Jessica received her Ph.D. from the University of California, Berkeley, and her B.S. from Tsinghua University. Her research interests include quantifying the central dogma, extracting hidden information from bulk, single-cell, and spatial multi-omics data, and ensuring statistical rigor in biomedical data analysis. She emphasizes using in silico negative controls to avoid false discoveries.
Jessica has received multiple awards in recognition of her work, including the NSF CAREER Award, Sloan Research Fellowship, Johnson & Johnson WiSTEM2D Math Scholar Award, MIT Technology Review 35 Innovators Under 35 China, Harvard Radcliffe Fellowship, COPSS Emerging Leader Award, and ISCB Overton Prize.
Remo Rohs
USC
USA
Remo Rohs is a Professor of Quantitative and Computational Biology, Chemistry, Physics and Astronomy, and Computer Science at the University of Southern California. In his research, he integrates the fields of genomics and structural biology through studies of transcription factor binding to the genome. He and his team develop and apply methods that provide mechanistic insights into protein-DNA binding across multiple scales. These include the high-throughput prediction of DNA structural properties, statistical machine learning and deep learning methods to identity structural readout modes, molecular simulations, and experimental protein-DNA binding assays.
Rohs is also the Founding Chair of the Department of Quantitative and Computational Biology at the University of Southern California, where he leads the historically first Ph.D. Program in Computational Biology and Bioinformatics and a new undergraduate major in Quantitative Biology that he established. Rohs’ research is funded by the National Institutes of Health and the Human Frontier Science Program. Rohs is an Alfred P. Sloan Research Fellow and an elected Fellow of the American Association for the Advancement of Science.
David Van Valen
Caltech
USA
Our group studies how living systems and their respective viruses encode and decode information about their internal state and their environment by combining ideas from cell biology and physics with recent advances in imaging, machine learning, and genomics to make novel measurements. Active research directions in our group include:
Host-virus interactions during viral decision making
How do viruses access information about their host cell's environment and internal state? How does this information flow to key decision points in the viral lifecycle? We are answering this question for temperate bacteriophage using functional genomics and high-throughput single-cell imaging.
Deep learning for single-cell biology
One of the major computational challenges of analyzing modern imaging experiments is image segmentation, that is determining which parts of a microscope image correspond to which individual cell. Our prior work has demonstrated that deep learning is a natural solution for this problem. We are currently developing the next generation of deep learning algorithms that can analyze dynamic data from live-cell imaging experiments as well as multi-dimensional data from spatial genomics experiments.
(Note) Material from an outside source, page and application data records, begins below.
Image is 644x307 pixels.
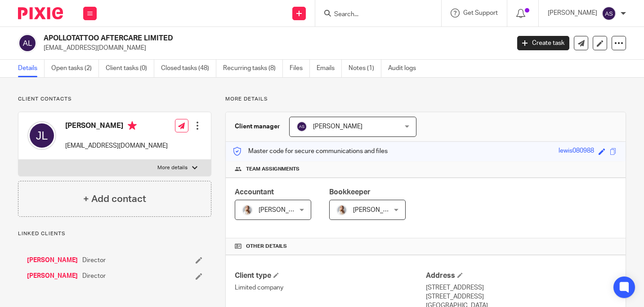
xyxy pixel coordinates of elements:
p: More details [225,96,626,103]
img: svg%3E [296,121,307,132]
a: Recurring tasks (8) [223,60,283,77]
span: Director [83,272,105,281]
img: svg%3E [18,33,37,52]
a: Details [18,60,45,77]
a: Create task [517,36,569,50]
span: [PERSON_NAME] [313,124,363,130]
a: [PERSON_NAME] [27,256,78,265]
a: Open tasks (2) [51,60,99,77]
h4: Client type [235,271,426,281]
p: Client contacts [18,96,212,103]
span: Director [83,256,105,265]
input: Search [333,11,414,19]
h4: [PERSON_NAME] [65,121,168,133]
span: [PERSON_NAME] [353,207,402,213]
a: Files [290,60,310,77]
a: Closed tasks (48) [161,60,217,77]
span: Accountant [235,189,274,196]
span: Get Support [463,10,498,16]
span: Team assignments [246,165,300,173]
div: lewis080988 [559,147,594,157]
p: [STREET_ADDRESS] [426,293,617,301]
h2: APOLLOTATTOO AFTERCARE LIMITED [44,33,412,43]
h4: + Add contact [83,192,146,206]
a: Notes (1) [349,60,382,77]
p: Master code for secure communications and files [233,147,388,156]
p: Linked clients [18,231,212,237]
img: IMG_9968.jpg [242,205,253,216]
img: Pixie [18,7,63,20]
a: [PERSON_NAME] [27,272,78,281]
h4: Address [426,271,617,281]
p: More details [157,164,188,172]
a: Emails [316,60,342,77]
p: [EMAIL_ADDRESS][DOMAIN_NAME] [44,43,504,52]
img: IMG_9968.jpg [337,205,347,216]
h3: Client manager [235,122,280,131]
span: Bookkeeper [329,189,371,196]
span: [PERSON_NAME] [258,207,308,213]
p: [PERSON_NAME] [548,8,597,17]
img: svg%3E [602,6,616,21]
a: Audit logs [388,60,423,77]
p: Limited company [235,284,426,293]
span: Other details [246,243,287,250]
img: svg%3E [27,121,56,150]
p: [EMAIL_ADDRESS][DOMAIN_NAME] [65,142,168,150]
p: [STREET_ADDRESS] [426,284,617,293]
i: Primary [128,121,137,130]
a: Client tasks (0) [105,60,154,77]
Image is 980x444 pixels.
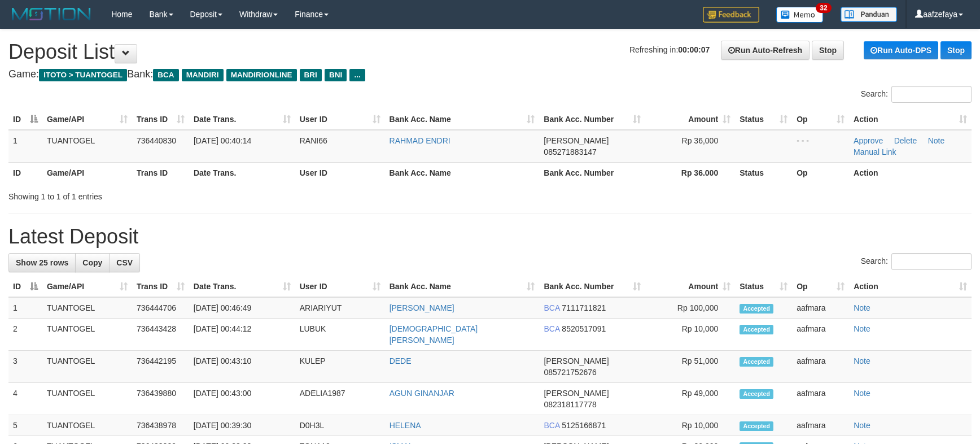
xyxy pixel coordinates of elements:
[645,276,735,297] th: Amount: activate to sort column ascending
[543,136,609,145] span: [PERSON_NAME]
[853,324,870,333] a: Note
[385,162,539,183] th: Bank Acc. Name
[189,109,295,130] th: Date Trans.: activate to sort column ascending
[539,276,645,297] th: Bank Acc. Number: activate to sort column ascending
[295,109,385,130] th: User ID: activate to sort column ascending
[227,69,297,81] span: MANDIRIONLINE
[848,276,971,297] th: Action: activate to sort column ascending
[739,389,773,399] span: Accepted
[863,41,938,59] a: Run Auto-DPS
[792,318,848,351] td: aafmara
[645,351,735,383] td: Rp 51,000
[848,109,971,130] th: Action: activate to sort column ascending
[389,136,450,145] a: RAHMAD ENDRI
[681,136,718,145] span: Rp 36,000
[189,297,295,318] td: [DATE] 00:46:49
[543,303,559,312] span: BCA
[295,276,385,297] th: User ID: activate to sort column ascending
[295,318,385,351] td: LUBUK
[894,136,916,145] a: Delete
[815,3,831,13] span: 32
[389,356,412,365] a: DEDE
[792,351,848,383] td: aafmara
[385,276,539,297] th: Bank Acc. Name: activate to sort column ascending
[678,45,710,54] strong: 00:00:07
[776,7,823,22] img: Button%20Memo.svg
[295,162,385,183] th: User ID
[735,109,792,130] th: Status: activate to sort column ascending
[189,383,295,415] td: [DATE] 00:43:00
[325,69,346,81] span: BNI
[543,389,609,398] span: [PERSON_NAME]
[848,162,971,183] th: Action
[8,225,971,248] h1: Latest Deposit
[389,324,478,344] a: [DEMOGRAPHIC_DATA][PERSON_NAME]
[189,351,295,383] td: [DATE] 00:43:10
[739,422,773,431] span: Accepted
[811,41,843,60] a: Stop
[543,421,559,430] span: BCA
[189,318,295,351] td: [DATE] 00:44:12
[891,86,971,103] input: Search:
[189,276,295,297] th: Date Trans.: activate to sort column ascending
[792,276,848,297] th: Op: activate to sort column ascending
[645,297,735,318] td: Rp 100,000
[539,109,645,130] th: Bank Acc. Number: activate to sort column ascending
[792,415,848,436] td: aafmara
[645,162,735,183] th: Rp 36.000
[860,253,971,270] label: Search:
[853,389,870,398] a: Note
[389,421,421,430] a: HELENA
[735,276,792,297] th: Status: activate to sort column ascending
[703,7,759,22] img: Feedback.jpg
[562,303,606,312] span: Copy 7111711821 to clipboard
[645,318,735,351] td: Rp 10,000
[299,136,328,145] span: RANI66
[389,389,454,398] a: AGUN GINANJAR
[543,324,559,333] span: BCA
[853,136,883,145] a: Approve
[853,147,896,156] a: Manual Link
[792,109,848,130] th: Op: activate to sort column ascending
[853,303,870,312] a: Note
[792,162,848,183] th: Op
[928,136,944,145] a: Note
[295,351,385,383] td: KULEP
[792,297,848,318] td: aafmara
[735,162,792,183] th: Status
[739,304,773,314] span: Accepted
[295,415,385,436] td: D0H3L
[543,147,596,156] span: Copy 085271883147 to clipboard
[349,69,365,81] span: ...
[860,86,971,103] label: Search:
[853,421,870,430] a: Note
[194,136,251,145] span: [DATE] 00:40:14
[295,297,385,318] td: ARIARIYUT
[543,356,609,365] span: [PERSON_NAME]
[645,415,735,436] td: Rp 10,000
[891,253,971,270] input: Search:
[539,162,645,183] th: Bank Acc. Number
[189,162,295,183] th: Date Trans.
[792,383,848,415] td: aafmara
[645,109,735,130] th: Amount: activate to sort column ascending
[721,41,809,60] a: Run Auto-Refresh
[562,324,606,333] span: Copy 8520517091 to clipboard
[189,415,295,436] td: [DATE] 00:39:30
[389,303,454,312] a: [PERSON_NAME]
[8,69,971,80] h4: Game: Bank:
[645,383,735,415] td: Rp 49,000
[629,45,710,54] span: Refreshing in:
[8,6,94,22] img: MOTION_logo.png
[940,41,971,59] a: Stop
[853,356,870,365] a: Note
[543,400,596,409] span: Copy 082318117778 to clipboard
[792,130,848,163] td: - - -
[385,109,539,130] th: Bank Acc. Name: activate to sort column ascending
[543,367,596,377] span: Copy 085721752676 to clipboard
[295,383,385,415] td: ADELIA1987
[840,7,897,22] img: panduan.png
[739,357,773,367] span: Accepted
[562,421,606,430] span: Copy 5125166871 to clipboard
[739,325,773,335] span: Accepted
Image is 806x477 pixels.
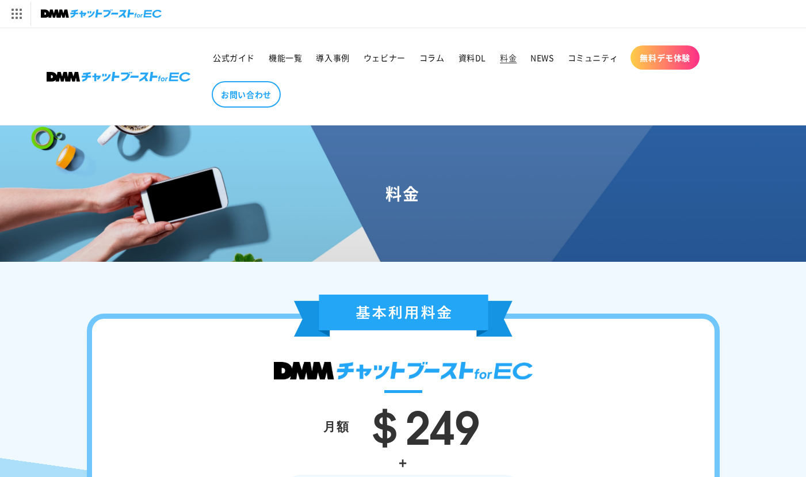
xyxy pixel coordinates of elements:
[221,89,271,99] span: お問い合わせ
[126,450,680,474] div: +
[363,52,405,63] span: ウェビナー
[500,52,516,63] span: 料金
[206,45,262,70] a: 公式ガイド
[47,72,190,82] img: 株式会社DMM Boost
[458,52,486,63] span: 資料DL
[412,45,451,70] a: コラム
[213,52,255,63] span: 公式ガイド
[294,294,512,336] img: 基本利用料金
[361,389,480,457] span: ＄249
[262,45,309,70] a: 機能一覧
[274,362,532,379] img: DMMチャットブースト
[2,2,30,26] img: サービス
[451,45,493,70] a: 資料DL
[14,183,792,204] h1: 料金
[419,52,444,63] span: コラム
[212,81,281,108] a: お問い合わせ
[568,52,618,63] span: コミュニティ
[316,52,349,63] span: 導入事例
[493,45,523,70] a: 料金
[309,45,356,70] a: 導入事例
[530,52,553,63] span: NEWS
[639,52,690,63] span: 無料デモ体験
[323,415,350,436] div: 月額
[630,45,699,70] a: 無料デモ体験
[356,45,412,70] a: ウェビナー
[41,6,162,22] img: チャットブーストforEC
[269,52,302,63] span: 機能一覧
[523,45,560,70] a: NEWS
[561,45,625,70] a: コミュニティ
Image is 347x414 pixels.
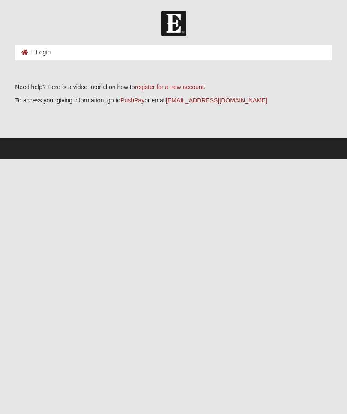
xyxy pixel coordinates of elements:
a: register for a new account [135,84,204,90]
img: Church of Eleven22 Logo [161,11,186,36]
a: [EMAIL_ADDRESS][DOMAIN_NAME] [166,97,267,104]
a: PushPay [120,97,144,104]
p: To access your giving information, go to or email [15,96,332,105]
p: Need help? Here is a video tutorial on how to . [15,83,332,92]
li: Login [28,48,51,57]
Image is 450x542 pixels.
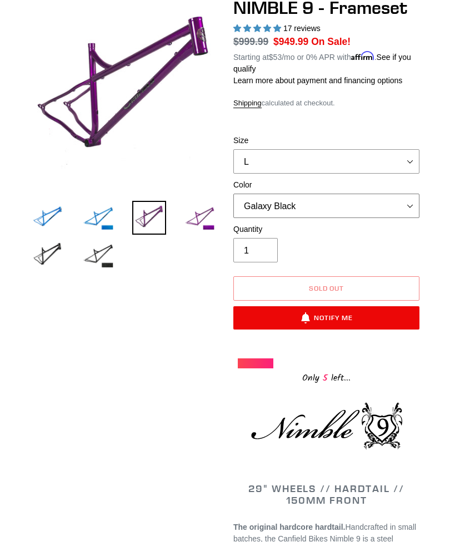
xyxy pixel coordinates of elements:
a: Learn more about payment and financing options [233,76,402,85]
strong: The original hardcore hardtail. [233,523,345,532]
img: Load image into Gallery viewer, NIMBLE 9 - Frameset [132,201,166,235]
label: Quantity [233,224,419,235]
button: Sold out [233,276,419,301]
label: Color [233,179,419,191]
a: Shipping [233,99,261,108]
button: Notify Me [233,306,419,330]
img: Load image into Gallery viewer, NIMBLE 9 - Frameset [31,201,64,235]
span: 5 [319,371,331,385]
span: $53 [269,53,281,62]
span: 29" WHEELS // HARDTAIL // 150MM FRONT [248,482,404,507]
span: On Sale! [311,34,350,49]
s: $999.99 [233,36,268,47]
div: Only left... [238,369,415,386]
label: Size [233,135,419,147]
img: Load image into Gallery viewer, NIMBLE 9 - Frameset [183,201,217,235]
span: 17 reviews [283,24,320,33]
span: 4.88 stars [233,24,283,33]
span: Sold out [309,284,344,293]
div: calculated at checkout. [233,98,419,109]
p: Starting at /mo or 0% APR with . [233,49,419,75]
img: Load image into Gallery viewer, NIMBLE 9 - Frameset [31,238,64,272]
span: Affirm [351,51,374,61]
span: $949.99 [273,36,308,47]
img: Load image into Gallery viewer, NIMBLE 9 - Frameset [81,238,115,272]
img: Load image into Gallery viewer, NIMBLE 9 - Frameset [81,201,115,235]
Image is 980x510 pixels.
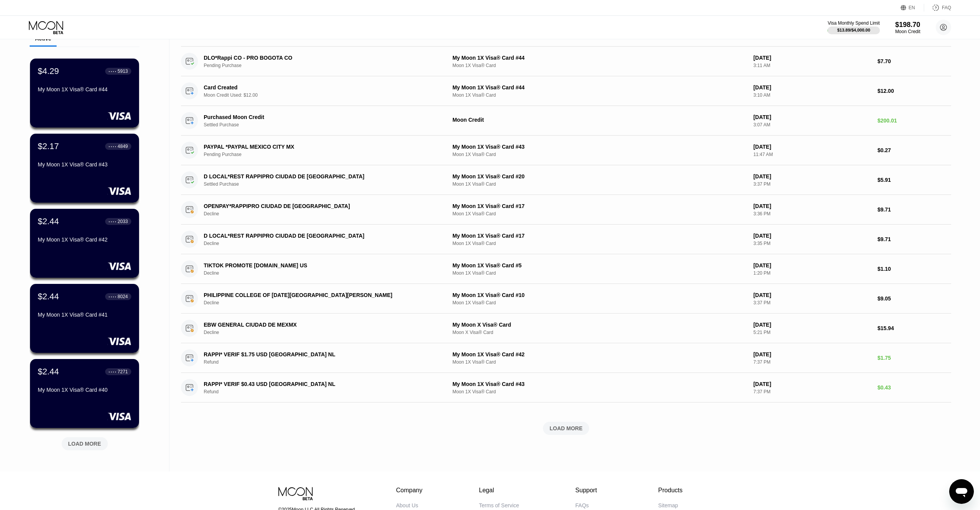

Integrated measurements of signaling and gene expression
Mammalian cells use dynamics to expand the information encoding capacity of their signaling networks, but how these dynamics are decoded into patterns of gene expression is less clear. Recent technological advances have made it possible to measure signaling dynamics and genome wide gene expression profiles in the same individual cell. We are working to merge live-cell imaging and spatial genomics data to quantify information transmission in signaling networks involved in the anti-viral response.